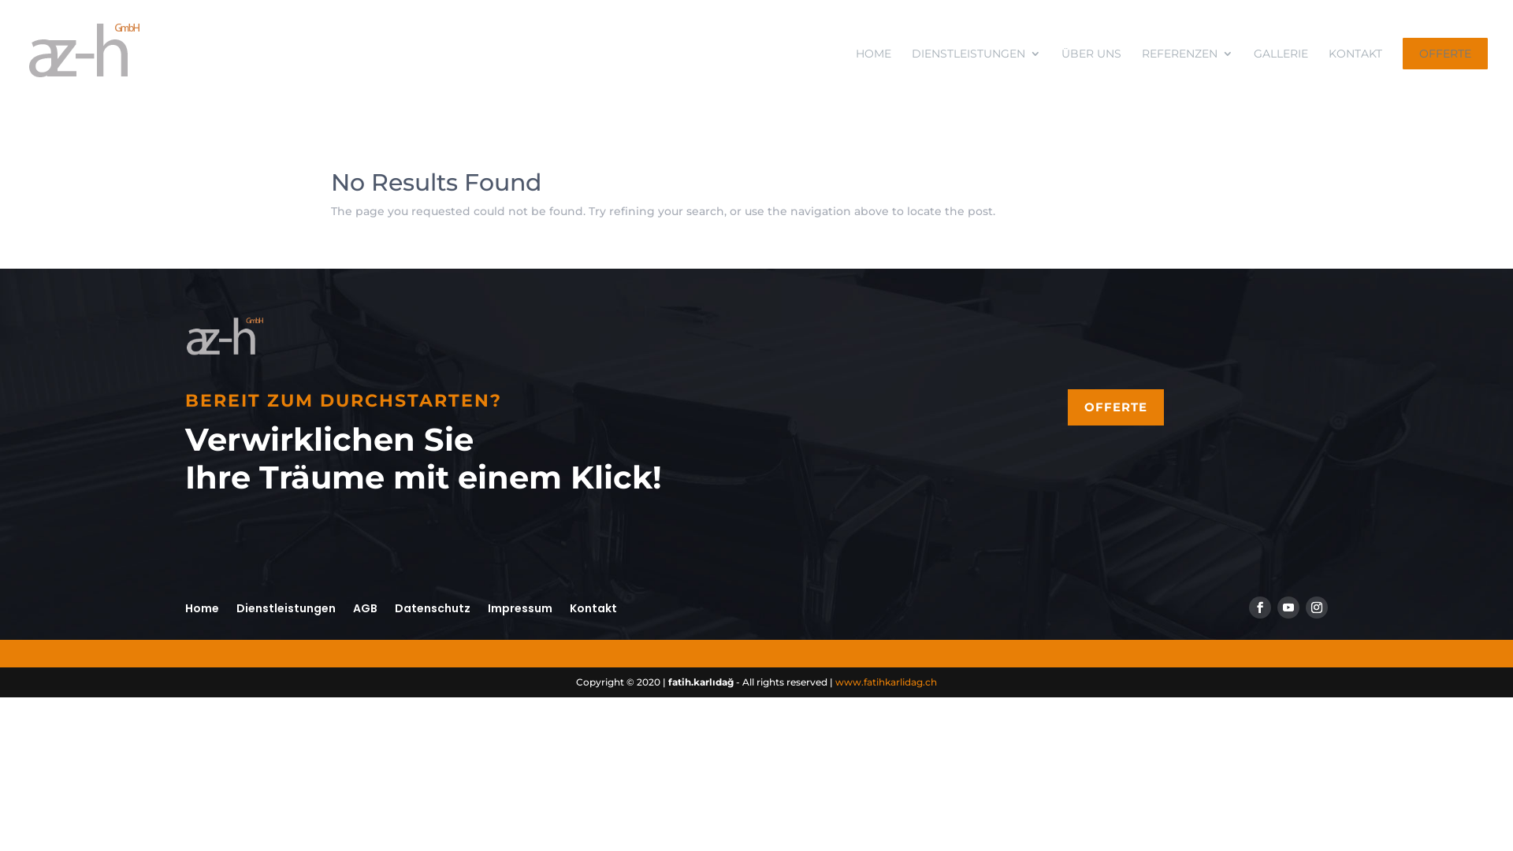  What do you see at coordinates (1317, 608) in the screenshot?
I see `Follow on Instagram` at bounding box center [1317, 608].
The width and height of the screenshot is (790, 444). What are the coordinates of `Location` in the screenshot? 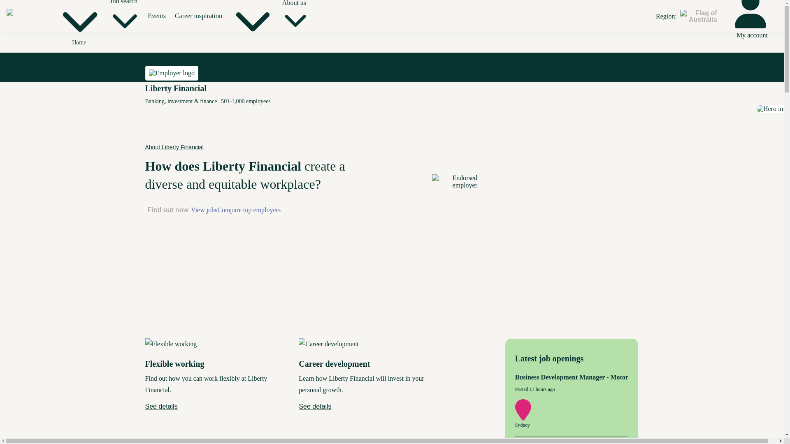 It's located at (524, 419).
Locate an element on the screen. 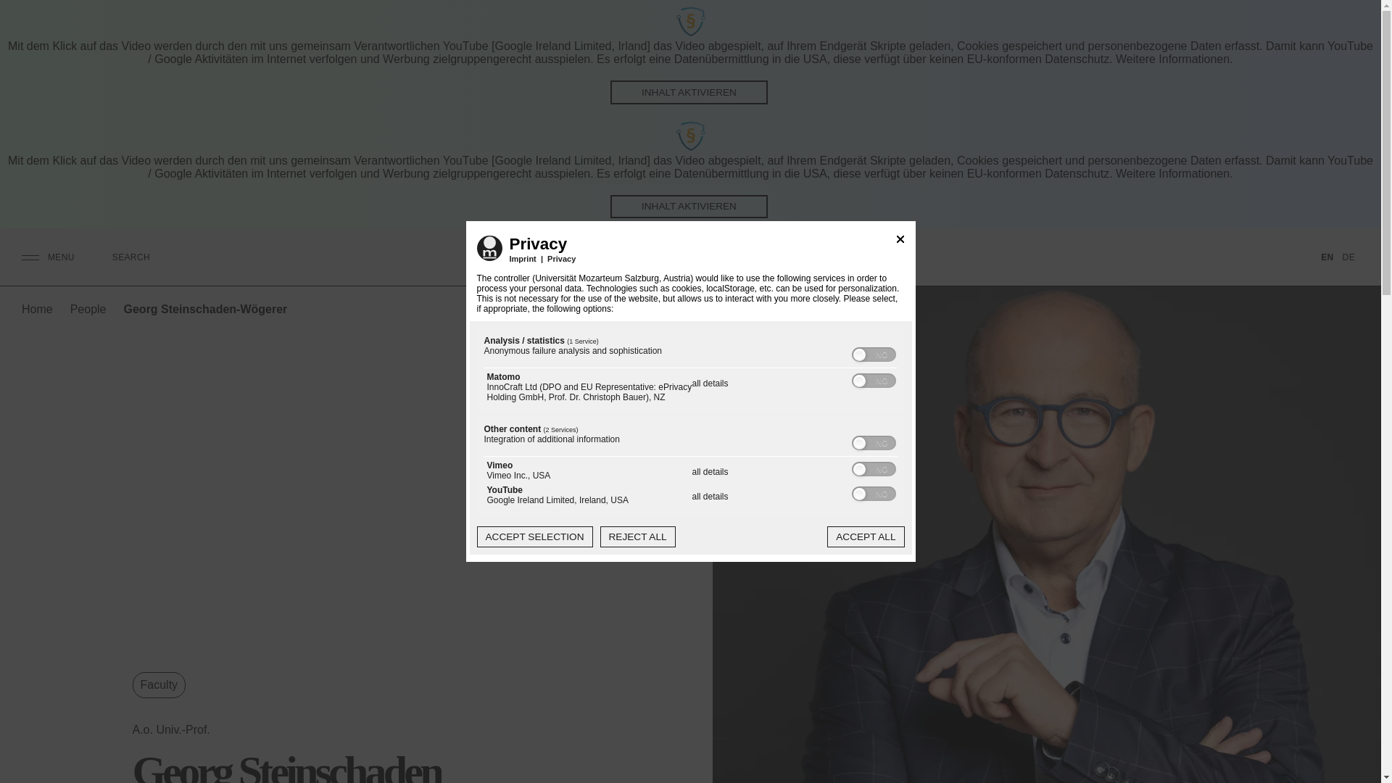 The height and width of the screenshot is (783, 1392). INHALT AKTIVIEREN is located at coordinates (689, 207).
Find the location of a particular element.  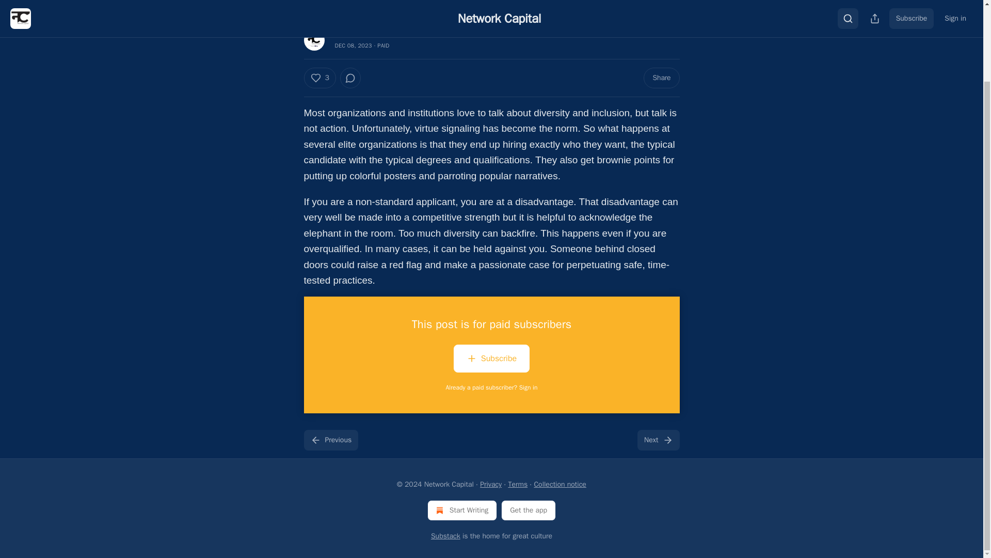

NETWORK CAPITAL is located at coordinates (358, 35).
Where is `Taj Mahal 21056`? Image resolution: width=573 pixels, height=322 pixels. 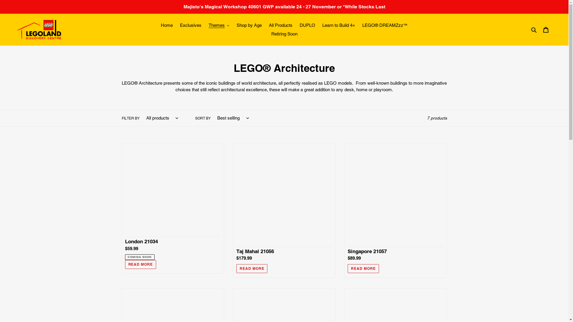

::::::::

§ Your instructions
Leave the pictures out, then output exactly the lines from the "Find the location of a particular element." line through the end of the records above, and no others.

§ Expected answer
Find the location of a particular element.  

NETWORK CAPITAL is located at coordinates (358, 35).
Where is `Taj Mahal 21056`? Image resolution: width=573 pixels, height=322 pixels. 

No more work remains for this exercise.